File spoon-archives/heidegger.archive/heidegger_1998/heidegger.9807, message 21


Date: Wed, 1 Jul 1998 14:40:28 -0400 (EDT)
From: TMB <tblan-AT-telerama.lm.com>
Subject: Re: Mind & Body, One More Time


On Wed, 1 Jul 1998, Mike Staples wrote:

> Charles B. Guignon wrote:
> 
> > Greg and Mike S.:
> >
> > We need to think about the discussion of mood within the context of
> > Dasein's existentials as a whole.  Dasein has a circular being.  It is
> >
> > always thrown (attuned [gestimmt]), and its mood determines its
> > possibilities of understanding, yet, as understnading, it can take up
> > its
> > situatedness and reinterpret it though the stance it takes.  This
> > means
> > that we can reorient ourselves through what we do -- a good,
> > old-fashioned
> > existentialist idea:  humans are self-constituting beings.
> >
> > I suspect that the talk of "mastery," "will," and "knowledge" is a
> > concession to mainstream psychology (perhaps Jaspers?) of his day.  In
> > his
> > own language, he would say that moods are shaped and transformed
> > through
> > our interpretations and futural projections.

I think this is *very good*, but also probably wrong. I see no reason to
consider it a concession, though maybe you are right and could explain
further. As much as interpretation and furtural projection can be reworked
to handle the issue of the maleability and cognizeability of moods, it
does not seem to work out that way in Heidegger at all. Perhaps it is
becuase the whole characterization of Dasein *as projective* is, in fact,
just one disclosure of Dasein in a particular *mood of Dasein*. In other
words, Dasin is not, in fact, always projective. Could it be that *this*
mood was the one that was most invisible to Heidegger?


> [Task goal]: Scan the listing beneath this sentence. Report each line with the word "number".

> [Given entries]:

_ _ _

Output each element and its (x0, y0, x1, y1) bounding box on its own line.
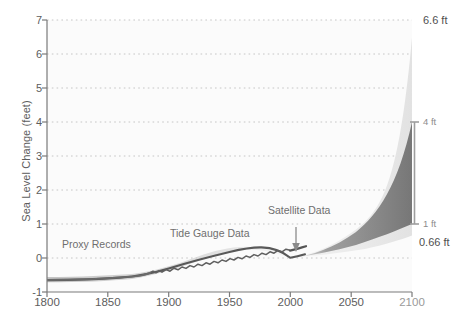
sea-level-change-chart: Sea Level Change (feet) 7 6 5 4 3 2 1 0 … (0, 0, 470, 322)
y-axis-ticks (42, 20, 47, 292)
annotation-tide-gauge-data: Tide Gauge Data (170, 227, 250, 239)
annotation-proxy-records: Proxy Records (62, 238, 131, 250)
endpoint-label-high: 6.6 ft (423, 14, 447, 26)
annotation-satellite-data: Satellite Data (268, 204, 330, 216)
plot-area (0, 0, 470, 322)
endpoint-label-low: 0.66 ft (419, 236, 450, 248)
x-axis-ticks (47, 292, 412, 297)
endpoint-label-1ft: 1 ft (423, 218, 436, 229)
endpoint-label-4ft: 4 ft (423, 116, 436, 127)
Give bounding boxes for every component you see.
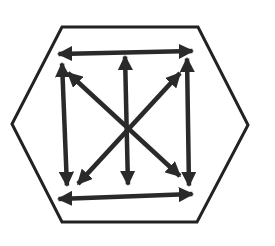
arrow-left-vertical — [62, 63, 67, 185]
arrow-bottom-horizontal — [58, 194, 192, 199]
arrow-group — [58, 51, 192, 199]
arrow-right-vertical — [187, 58, 189, 185]
hexagon-arrow-diagram — [0, 0, 275, 246]
diagram-canvas — [0, 0, 275, 246]
arrow-center-vertical — [125, 56, 128, 184]
arrow-top-horizontal — [58, 51, 192, 54]
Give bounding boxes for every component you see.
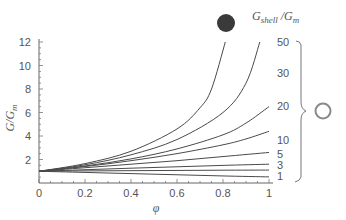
curve-label-20: 20 xyxy=(277,100,289,112)
curve-10 xyxy=(39,152,269,171)
x-tick-label: 0 xyxy=(36,187,42,199)
chart: 00.20.40.60.8124681012 50302010531 φ G/G… xyxy=(0,0,346,220)
y-tick-label: 6 xyxy=(25,107,31,119)
curve-label-1: 1 xyxy=(277,170,283,182)
curve-labels: 50302010531 xyxy=(277,36,289,182)
legend-title-main: G xyxy=(252,9,261,23)
legend-title: Gshell /Gm xyxy=(252,9,300,25)
curves xyxy=(39,42,269,177)
shell-particle-icon xyxy=(316,104,331,119)
curve-rigid xyxy=(39,42,225,171)
y-tick-label: 12 xyxy=(19,36,31,48)
y-axis-title-main: G/G xyxy=(3,111,17,132)
legend-title-sub2: m xyxy=(293,15,300,25)
x-axis-title: φ xyxy=(153,201,160,215)
rigid-particle-icon xyxy=(217,14,235,32)
x-tick-label: 0.8 xyxy=(215,187,230,199)
y-axis-title-sub: m xyxy=(9,104,19,111)
svg-text:G/Gm: G/Gm xyxy=(3,104,19,132)
curve-30 xyxy=(39,107,269,172)
curly-brace xyxy=(295,41,306,182)
x-tick-label: 0.2 xyxy=(77,187,92,199)
x-tick-label: 0.6 xyxy=(169,187,184,199)
x-tick-label: 1 xyxy=(266,187,272,199)
y-axis-title: G/Gm xyxy=(3,104,19,132)
y-tick-label: 4 xyxy=(25,130,31,142)
axes: 00.20.40.60.8124681012 xyxy=(19,36,273,199)
y-tick-label: 10 xyxy=(19,60,31,72)
curve-1 xyxy=(39,171,269,177)
legend-title-mid: /G xyxy=(278,9,293,23)
legend-title-sub1: shell xyxy=(261,15,278,25)
y-tick-label: 8 xyxy=(25,83,31,95)
curve-label-50: 50 xyxy=(277,36,289,48)
y-tick-label: 2 xyxy=(25,154,31,166)
x-tick-label: 0.4 xyxy=(123,187,138,199)
curve-label-30: 30 xyxy=(277,67,289,79)
curve-label-10: 10 xyxy=(277,134,289,146)
curve-50 xyxy=(39,42,260,171)
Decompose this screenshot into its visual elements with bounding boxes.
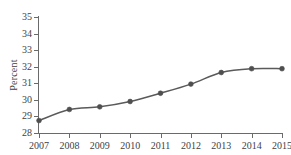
series-data-point <box>158 91 163 96</box>
line-chart: Percent 2829303132333435 200720082009201… <box>0 0 291 155</box>
series-data-point <box>188 82 193 87</box>
series-data-point <box>37 118 42 123</box>
series-data-point <box>219 70 224 75</box>
series-data-point <box>97 104 102 109</box>
series-data-point <box>249 66 254 71</box>
series-data-point <box>280 66 285 71</box>
series-data-point <box>128 99 133 104</box>
series-markers <box>37 66 285 123</box>
series-plot <box>0 0 291 155</box>
series-data-point <box>67 107 72 112</box>
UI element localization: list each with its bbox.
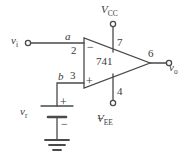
- node-label-a: a: [65, 31, 71, 42]
- output-signal-subscript: o: [174, 67, 178, 76]
- positive-supply-label: VCC: [101, 4, 118, 18]
- input-signal-subscript: i: [16, 40, 18, 49]
- negative-supply-subscript: EE: [104, 118, 113, 127]
- pin-number-4: 4: [117, 86, 123, 97]
- positive-supply-terminal-node[interactable]: [110, 21, 115, 26]
- positive-supply-symbol: V: [101, 3, 108, 15]
- reference-source-label: vr: [20, 106, 27, 120]
- input-signal-label: vi: [11, 35, 18, 49]
- pin-number-6: 6: [148, 48, 154, 59]
- negative-supply-label: −VEE: [97, 113, 113, 127]
- negative-supply-terminal-node[interactable]: [110, 100, 115, 105]
- inverting-input-sign: −: [87, 41, 94, 53]
- positive-supply-subscript: CC: [108, 9, 118, 18]
- pin-number-2: 2: [71, 45, 77, 56]
- pin-number-7: 7: [117, 37, 123, 48]
- negative-supply-prefix: −: [97, 113, 103, 124]
- noninverting-input-sign: +: [86, 75, 93, 87]
- pin-number-3: 3: [70, 70, 76, 81]
- battery-negative-sign: −: [61, 118, 68, 130]
- node-label-b: b: [58, 71, 64, 82]
- circuit-schematic-canvas: [0, 0, 186, 160]
- output-signal-label: vo: [169, 62, 178, 76]
- opamp-circuit-diagram: vi vo vr VCC −VEE a b 2 3 7 4 6 741 − + …: [0, 0, 186, 160]
- reference-source-subscript: r: [25, 111, 28, 120]
- opamp-part-number-label: 741: [96, 56, 113, 67]
- input-terminal-node[interactable]: [25, 40, 30, 45]
- battery-positive-sign: +: [60, 96, 67, 108]
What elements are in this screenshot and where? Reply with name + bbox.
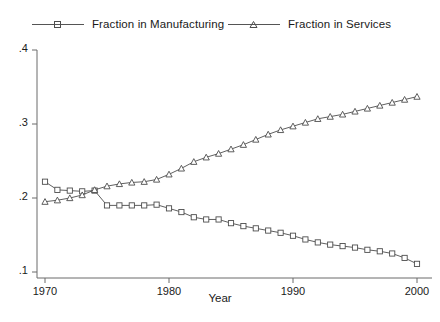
triangle-marker-icon <box>240 142 246 148</box>
square-marker-icon <box>191 215 196 220</box>
square-marker-icon <box>241 224 246 229</box>
square-marker-icon <box>352 245 357 250</box>
square-marker-icon <box>42 179 47 184</box>
square-marker-icon <box>204 217 209 222</box>
legend-line-manufacturing <box>32 18 84 30</box>
chart-legend: Fraction in Manufacturing Fraction in Se… <box>0 14 440 36</box>
y-axis-tick-label: .4 <box>0 42 28 54</box>
triangle-marker-icon <box>253 136 259 142</box>
triangle-marker-icon <box>166 171 172 177</box>
triangle-marker-icon <box>228 146 234 152</box>
series-services <box>42 94 420 205</box>
square-marker-icon <box>53 20 62 29</box>
square-marker-icon <box>117 203 122 208</box>
square-marker-icon <box>340 244 345 249</box>
triangle-marker-icon <box>216 151 222 157</box>
square-marker-icon <box>402 255 407 260</box>
legend-line-services <box>228 18 280 30</box>
square-marker-icon <box>414 261 419 266</box>
series-manufacturing <box>42 179 419 266</box>
triangle-marker-icon <box>414 94 420 100</box>
square-marker-icon <box>154 202 159 207</box>
plot-area <box>0 0 440 322</box>
chart-figure: Fraction in Manufacturing Fraction in Se… <box>0 0 440 322</box>
square-marker-icon <box>179 209 184 214</box>
square-marker-icon <box>377 249 382 254</box>
square-marker-icon <box>290 233 295 238</box>
y-axis-tick-label: .3 <box>0 116 28 128</box>
legend-item-manufacturing[interactable]: Fraction in Manufacturing <box>32 14 224 34</box>
square-marker-icon <box>55 187 60 192</box>
square-marker-icon <box>390 251 395 256</box>
square-marker-icon <box>142 203 147 208</box>
x-axis-title: Year <box>0 292 440 304</box>
square-marker-icon <box>166 206 171 211</box>
triangle-marker-icon <box>265 131 271 137</box>
square-marker-icon <box>216 217 221 222</box>
legend-label-manufacturing: Fraction in Manufacturing <box>92 18 224 30</box>
square-marker-icon <box>365 247 370 252</box>
triangle-marker-icon <box>178 165 184 171</box>
legend-item-services[interactable]: Fraction in Services <box>228 14 391 34</box>
square-marker-icon <box>328 242 333 247</box>
square-marker-icon <box>228 221 233 226</box>
square-marker-icon <box>315 240 320 245</box>
square-marker-icon <box>303 237 308 242</box>
y-axis-tick-label: .1 <box>0 264 28 276</box>
y-axis-tick-label: .2 <box>0 190 28 202</box>
triangle-marker-icon <box>191 159 197 165</box>
triangle-marker-icon <box>249 20 258 29</box>
square-marker-icon <box>266 228 271 233</box>
square-marker-icon <box>67 188 72 193</box>
square-marker-icon <box>253 226 258 231</box>
triangle-marker-icon <box>154 176 160 182</box>
square-marker-icon <box>104 203 109 208</box>
square-marker-icon <box>278 230 283 235</box>
legend-label-services: Fraction in Services <box>288 18 391 30</box>
square-marker-icon <box>129 203 134 208</box>
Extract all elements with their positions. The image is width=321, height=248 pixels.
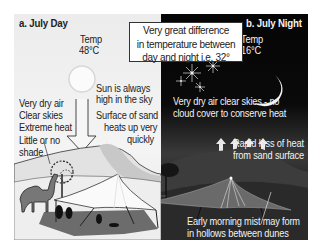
day-title: a. July Day bbox=[19, 18, 68, 30]
day-temp-value: 48°C bbox=[79, 45, 99, 57]
night-temp-value: 16°C bbox=[241, 45, 261, 57]
temperature-difference-callout: Very great difference in temperature bet… bbox=[129, 22, 243, 62]
night-title: b. July Night bbox=[246, 18, 302, 30]
sun-icon bbox=[69, 66, 95, 92]
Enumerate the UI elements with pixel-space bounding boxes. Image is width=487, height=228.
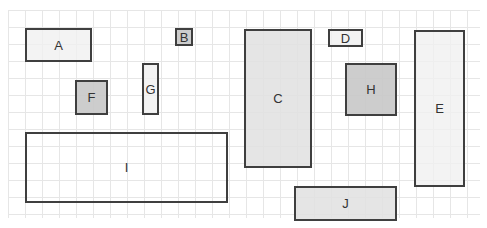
- box-i: I: [25, 132, 228, 203]
- box-label: I: [125, 160, 129, 175]
- box-label: E: [435, 101, 444, 116]
- box-label: D: [341, 31, 350, 46]
- box-e: E: [414, 30, 465, 187]
- box-label: C: [273, 91, 282, 106]
- box-label: A: [54, 38, 63, 53]
- box-b: B: [175, 28, 193, 46]
- box-g: G: [142, 63, 159, 115]
- box-c: C: [244, 29, 312, 168]
- box-h: H: [345, 63, 397, 116]
- box-j: J: [294, 186, 397, 221]
- box-label: G: [145, 82, 155, 97]
- box-a: A: [25, 28, 92, 62]
- diagram-canvas: ABCDEFGHIJ: [0, 0, 487, 228]
- box-label: H: [366, 82, 375, 97]
- box-label: J: [342, 196, 349, 211]
- box-f: F: [75, 80, 108, 115]
- box-label: F: [88, 90, 96, 105]
- box-label: B: [180, 30, 189, 45]
- box-d: D: [328, 29, 363, 47]
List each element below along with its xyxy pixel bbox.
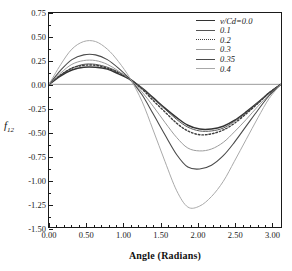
legend-item-2[interactable]: 0.2 <box>196 35 282 45</box>
x-axis-minor-tick <box>71 225 72 227</box>
legend-line-swatch-5 <box>196 68 215 69</box>
legend-item-1[interactable]: 0.1 <box>196 26 282 36</box>
x-axis-tick-label: 2.50 <box>228 231 243 240</box>
y-axis-tick-mark <box>49 133 53 134</box>
x-axis-minor-tick <box>56 225 57 227</box>
x-axis-minor-tick <box>153 225 154 227</box>
y-axis-minor-tick <box>49 25 51 26</box>
legend-item-5[interactable]: 0.4 <box>196 64 282 74</box>
legend-label-2: 0.2 <box>220 36 231 45</box>
legend-label-1: 0.1 <box>220 26 231 35</box>
y-axis-tick-mark <box>49 109 53 110</box>
x-axis-tick-label: 2.00 <box>191 231 206 240</box>
legend-line-swatch-0 <box>196 20 215 21</box>
y-axis-minor-tick <box>49 193 51 194</box>
y-axis-tick-label: 0.00 <box>31 81 46 90</box>
x-axis-label: Angle (Radians) <box>48 250 282 261</box>
y-axis-tick-mark <box>49 205 53 206</box>
legend-line-swatch-1 <box>196 30 215 31</box>
y-axis-tick-label: -0.75 <box>28 153 46 162</box>
x-axis-minor-tick <box>64 225 65 227</box>
y-axis-tick-mark <box>49 61 53 62</box>
legend-label-4: 0.35 <box>220 55 235 64</box>
x-axis-minor-tick <box>94 225 95 227</box>
x-axis-minor-tick <box>146 225 147 227</box>
x-axis-tick-mark <box>123 223 124 227</box>
x-axis-tick-mark <box>272 223 273 227</box>
y-axis-tick-mark <box>49 37 53 38</box>
x-axis-minor-tick <box>168 225 169 227</box>
x-axis-tick-mark <box>86 223 87 227</box>
x-axis-minor-tick <box>220 225 221 227</box>
legend-item-0[interactable]: v/Cd=0.0 <box>196 16 282 26</box>
y-axis-tick-label: 0.25 <box>31 57 46 66</box>
y-axis-minor-tick <box>49 217 51 218</box>
x-axis-minor-tick <box>258 225 259 227</box>
x-axis-minor-tick <box>205 225 206 227</box>
x-axis-tick-label: 1.00 <box>116 231 131 240</box>
x-axis-minor-tick <box>101 225 102 227</box>
legend-item-4[interactable]: 0.35 <box>196 54 282 64</box>
y-axis-minor-tick <box>49 121 51 122</box>
y-axis-minor-tick <box>49 73 51 74</box>
y-axis-minor-tick <box>49 169 51 170</box>
x-axis-minor-tick <box>191 225 192 227</box>
legend-line-swatch-2 <box>196 39 215 40</box>
x-axis-tick-label: 0.00 <box>42 231 57 240</box>
x-axis-tick-mark <box>235 223 236 227</box>
y-axis-tick-label: -1.25 <box>28 201 46 210</box>
x-axis-tick-mark <box>161 223 162 227</box>
x-axis-tick-label: 3.00 <box>265 231 280 240</box>
x-axis-minor-tick <box>243 225 244 227</box>
legend-line-swatch-4 <box>196 59 215 60</box>
x-axis-minor-tick <box>116 225 117 227</box>
x-axis-minor-tick <box>131 225 132 227</box>
y-axis-tick-mark <box>49 13 53 14</box>
x-axis-minor-tick <box>213 225 214 227</box>
y-axis-tick-label: -0.50 <box>28 129 46 138</box>
y-axis-tick-label: 0.75 <box>31 9 46 18</box>
chart-legend: v/Cd=0.00.10.20.30.350.4 <box>196 16 282 74</box>
legend-label-3: 0.3 <box>220 45 231 54</box>
x-axis-tick-label: 1.50 <box>153 231 168 240</box>
y-axis-tick-label: -1.00 <box>28 177 46 186</box>
y-axis-tick-label: -0.25 <box>28 105 46 114</box>
legend-item-3[interactable]: 0.3 <box>196 45 282 55</box>
series-line-2 <box>49 65 281 135</box>
x-axis-minor-tick <box>265 225 266 227</box>
y-axis-tick-mark <box>49 85 53 86</box>
y-axis-minor-tick <box>49 145 51 146</box>
x-axis-tick-mark <box>198 223 199 227</box>
y-axis-minor-tick <box>49 97 51 98</box>
y-axis-tick-label: 0.50 <box>31 33 46 42</box>
legend-label-5: 0.4 <box>220 65 231 74</box>
y-axis-minor-tick <box>49 49 51 50</box>
y-axis-label: f12 <box>4 120 14 134</box>
series-line-3 <box>49 60 281 151</box>
x-axis-minor-tick <box>138 225 139 227</box>
y-axis-label-text: f12 <box>4 119 14 131</box>
x-axis-minor-tick <box>109 225 110 227</box>
legend-line-swatch-3 <box>196 49 215 50</box>
series-line-1 <box>49 64 281 131</box>
x-axis-minor-tick <box>183 225 184 227</box>
figure-container: f12 0.750.500.250.00-0.25-0.50-0.75-1.00… <box>0 0 292 271</box>
x-axis-minor-tick <box>250 225 251 227</box>
legend-label-0: v/Cd=0.0 <box>220 17 252 26</box>
y-axis-tick-mark <box>49 181 53 182</box>
x-axis-minor-tick <box>228 225 229 227</box>
x-axis-minor-tick <box>79 225 80 227</box>
x-axis-minor-tick <box>176 225 177 227</box>
x-axis-tick-label: 0.50 <box>79 231 94 240</box>
x-axis-tick-mark <box>49 223 50 227</box>
y-axis-tick-mark <box>49 157 53 158</box>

_ _ _

> [Exercise response]:
- pin-number-4: 4: [117, 86, 123, 97]
- pin-number-6: 6: [148, 48, 154, 59]
- pin-number-2: 2: [71, 45, 77, 56]
- pin-number-7: 7: [117, 37, 123, 48]
- pin-number-3: 3: [70, 70, 76, 81]
- opamp-part-number-label: 741: [96, 56, 113, 67]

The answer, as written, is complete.